Why the 13/14 bit trick gives better density
The clever part of basE91 is the adaptive bit-width. If it always used 13 bits per two-character pair, each pair would carry log₂(91²) ≈ 13.15 bits of entropy, slightly better than Base64’s 6 bits per character. But by sometimes consuming 14 bits when the 13-bit value is small enough (≤88), the encoder extracts a bit more data from each character pair without exceeding the 91² symbol space. The result is an average payload density of roughly 13.3 bits per two output characters — about 16% better overhead than Base64.
In practical terms: a 100-byte binary encoded with Base64 produces about 136 characters. With basE91 the same 100 bytes typically produces around 123 characters — roughly 10% shorter.

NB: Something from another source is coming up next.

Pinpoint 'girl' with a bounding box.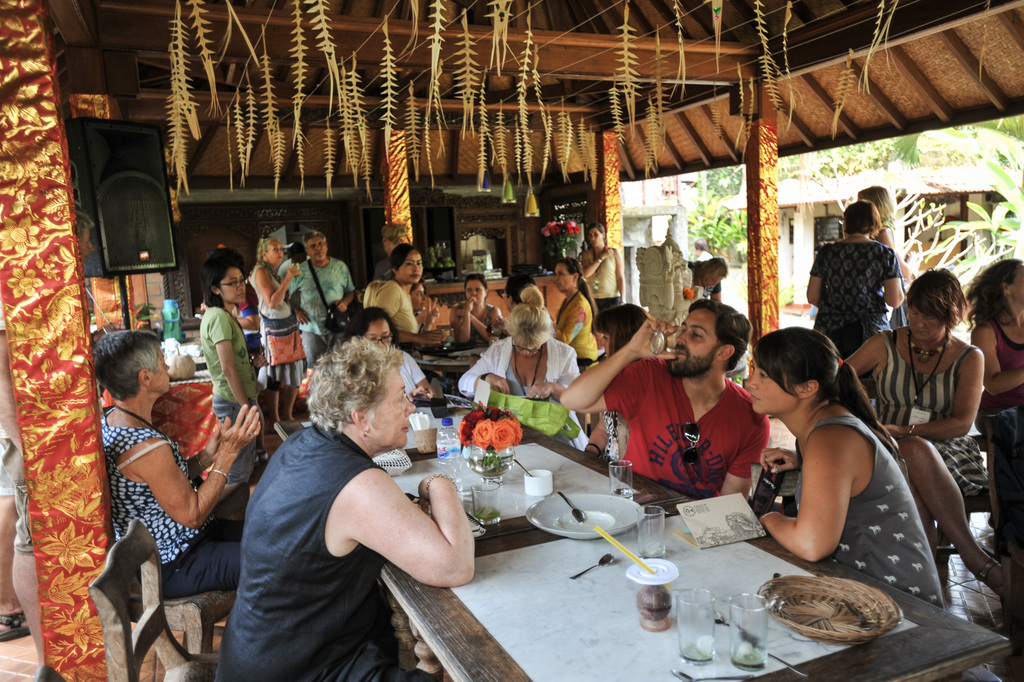
{"left": 246, "top": 233, "right": 304, "bottom": 425}.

The alphabet and its exclusions
basE91 uses 91 printable ASCII characters. The characters excluded from the 95 printable ASCII set are the 4 most likely to cause problems in text contexts:
- Single quote
'— breaks SQL and YAML string delimiters - Double quote
"— breaks JSON and HTML attribute values - Backslash
\— escape character in virtually all string literals - The soft-hyphen / certain extended characters
The remaining 91 printable characters are safe in most text environments without additional escaping, making basE91 practical for embedding in JSON values, source code comments, and configuration files.
When to use basE91 vs Base64
- Use basE91 when payload size matters (email attachments with strict size limits, embedded blobs in constrained bandwidth contexts) and you control both the encoder and decoder.
- Use Base64 when you need universal compatibility. Base64 is supported natively in every major language’s standard library; basE91 is not.
- Use basE91url (if you need URL safety) — there is no standard URL-safe basE91 variant, so for URLs stay with Base64url.
Remember that decoding yields raw bytes; this tool then interprets them as UTF-8, so feeding it a non-text binary will produce a decode error rather than readable text.